Outside Europe, and the context of the EU Directive, the FCC in North America already sets emissions requirements above 1GHz. The same conditional rules apply to upper frequency of test, but FCC requirements ultimate extend to 18GHz. US exporters to the EU will, therefore, not see any differences compared with domestic arrangements – although the FCC does not require immunity testing. Equally, within the EU many of the product family standards that use EN55022 as their reference standard will be updated to reflect the new requirements. We have already seen EN61000-6-3 and EN61000-6-4 (generic emission standards for both domestic, commercial & light industrial and industrial products) amended and published. These will be listed in the Official Journal of the EU shortly, paving the way for more standards to require the additional tests in due course.
It should not be assumed that all EMC emission standards will require above-1-GHz measurements – the requirements have to take into account the density of use and the operating environment. Take an ISM-band RF welding machine, or perhaps an induction heater, as examples – these are used in noisy industrial environments where wireless communication is already very difficult. If there is no likelihood of deployment of systems, in its locality, that a machine might interfere with, then the option exists to declare that certain aspects of compliance are irrelevant. A study of these particular examples may not have been performed, but it shouldn’t be assumed that testing above 1GHz will be required if there is no benefit to the wider community.
While the extension of EMC testing to above-1-GHz is unlikely to produce the same last-minute frenzy of activity as did the initial introduction of the Directive, experience indicates that some manufacturers will leave testing as late as possible to maximise product development time and control test costs. However, the changes discussed here will mean that fewer test houses will be available to perform the testing before the October 2011 deadline, which could leave manufacturers left without compliant products for some time – especially if a redesign is required as a result of the additional requirements.
Additionally, there will be many consequent changes to EMC emission standards used in the EU that support compliance to the EMC Directive and CE marking. Compliance to the Directive can only be demonstrated (using harmonised standards) if the standard is published in the Official Journal of the EU and hence regular checking of this and the standards is required to maintain compliance to legal requirements.
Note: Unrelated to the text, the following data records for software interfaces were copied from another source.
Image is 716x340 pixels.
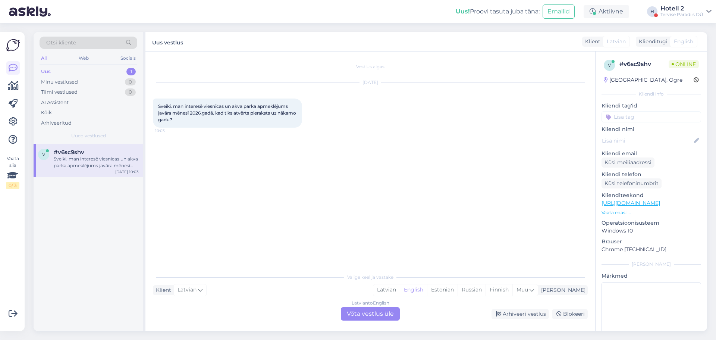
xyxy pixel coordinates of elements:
[41,88,78,96] div: Tiimi vestlused
[668,60,698,68] span: Online
[400,284,427,295] div: English
[491,309,549,319] div: Arhiveeri vestlus
[6,38,20,52] img: Askly Logo
[153,79,587,86] div: [DATE]
[606,38,625,45] span: Latvian
[153,274,587,280] div: Valige keel ja vastake
[538,286,585,294] div: [PERSON_NAME]
[673,38,693,45] span: English
[351,299,389,306] div: Latvian to English
[601,272,701,280] p: Märkmed
[485,284,512,295] div: Finnish
[42,151,45,157] span: v
[601,219,701,227] p: Operatsioonisüsteem
[40,53,48,63] div: All
[41,119,72,127] div: Arhiveeritud
[603,76,682,84] div: [GEOGRAPHIC_DATA], Ogre
[619,60,668,69] div: # v6sc9shv
[46,39,76,47] span: Otsi kliente
[601,111,701,122] input: Lisa tag
[155,128,183,133] span: 10:03
[6,155,19,189] div: Vaata siia
[602,136,692,145] input: Lisa nimi
[119,53,137,63] div: Socials
[542,4,574,19] button: Emailid
[158,103,297,122] span: Sveiki. man interesē viesnīcas un akva parka apmeklējums javāra mēnesī 2026.gadā. kad tiks atvērt...
[41,99,69,106] div: AI Assistent
[601,157,654,167] div: Küsi meiliaadressi
[341,307,400,320] div: Võta vestlus üle
[660,6,703,12] div: Hotell 2
[601,227,701,234] p: Windows 10
[601,178,661,188] div: Küsi telefoninumbrit
[601,191,701,199] p: Klienditeekond
[660,6,711,18] a: Hotell 2Tervise Paradiis OÜ
[601,125,701,133] p: Kliendi nimi
[177,285,196,294] span: Latvian
[601,199,660,206] a: [URL][DOMAIN_NAME]
[373,284,400,295] div: Latvian
[41,68,51,75] div: Uus
[516,286,528,293] span: Muu
[41,109,52,116] div: Kõik
[601,245,701,253] p: Chrome [TECHNICAL_ID]
[660,12,703,18] div: Tervise Paradiis OÜ
[607,62,610,68] span: v
[647,6,657,17] div: H
[635,38,667,45] div: Klienditugi
[601,209,701,216] p: Vaata edasi ...
[601,102,701,110] p: Kliendi tag'id
[601,170,701,178] p: Kliendi telefon
[582,38,600,45] div: Klient
[125,88,136,96] div: 0
[54,155,139,169] div: Sveiki. man interesē viesnīcas un akva parka apmeklējums javāra mēnesī 2026.gadā. kad tiks atvērt...
[54,149,84,155] span: #v6sc9shv
[455,7,539,16] div: Proovi tasuta juba täna:
[41,78,78,86] div: Minu vestlused
[71,132,106,139] span: Uued vestlused
[601,149,701,157] p: Kliendi email
[427,284,457,295] div: Estonian
[6,182,19,189] div: 0 / 3
[455,8,470,15] b: Uus!
[583,5,629,18] div: Aktiivne
[125,78,136,86] div: 0
[152,37,183,47] label: Uus vestlus
[77,53,90,63] div: Web
[115,169,139,174] div: [DATE] 10:03
[153,286,171,294] div: Klient
[126,68,136,75] div: 1
[601,91,701,97] div: Kliendi info
[153,63,587,70] div: Vestlus algas
[552,309,587,319] div: Blokeeri
[601,237,701,245] p: Brauser
[601,261,701,267] div: [PERSON_NAME]
[457,284,485,295] div: Russian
Steve Hayes is Managing Director for the EMC and Safety business of TRaC and has been involved in EMC and product approvals for 19 years. In addition to the day to day running of the business, Hayes is actively involved in EMC standardisation both in commercial and defence areas. In addition to being the UK Principal expert on EMC standardisation of Industrial, Scientific and Medical (ISM) products, he is also the convenor of CISPR/B/WG1 who has the responsibility of writing the International standard, CISPR 11. Hayes wrote the CE marking annex to the UK’s defence EMC standard as well as being co-convenor of CENELEC TC210/WG9, responsible for writing a guide on approval of military systems with commercial (CE Marking) requirements.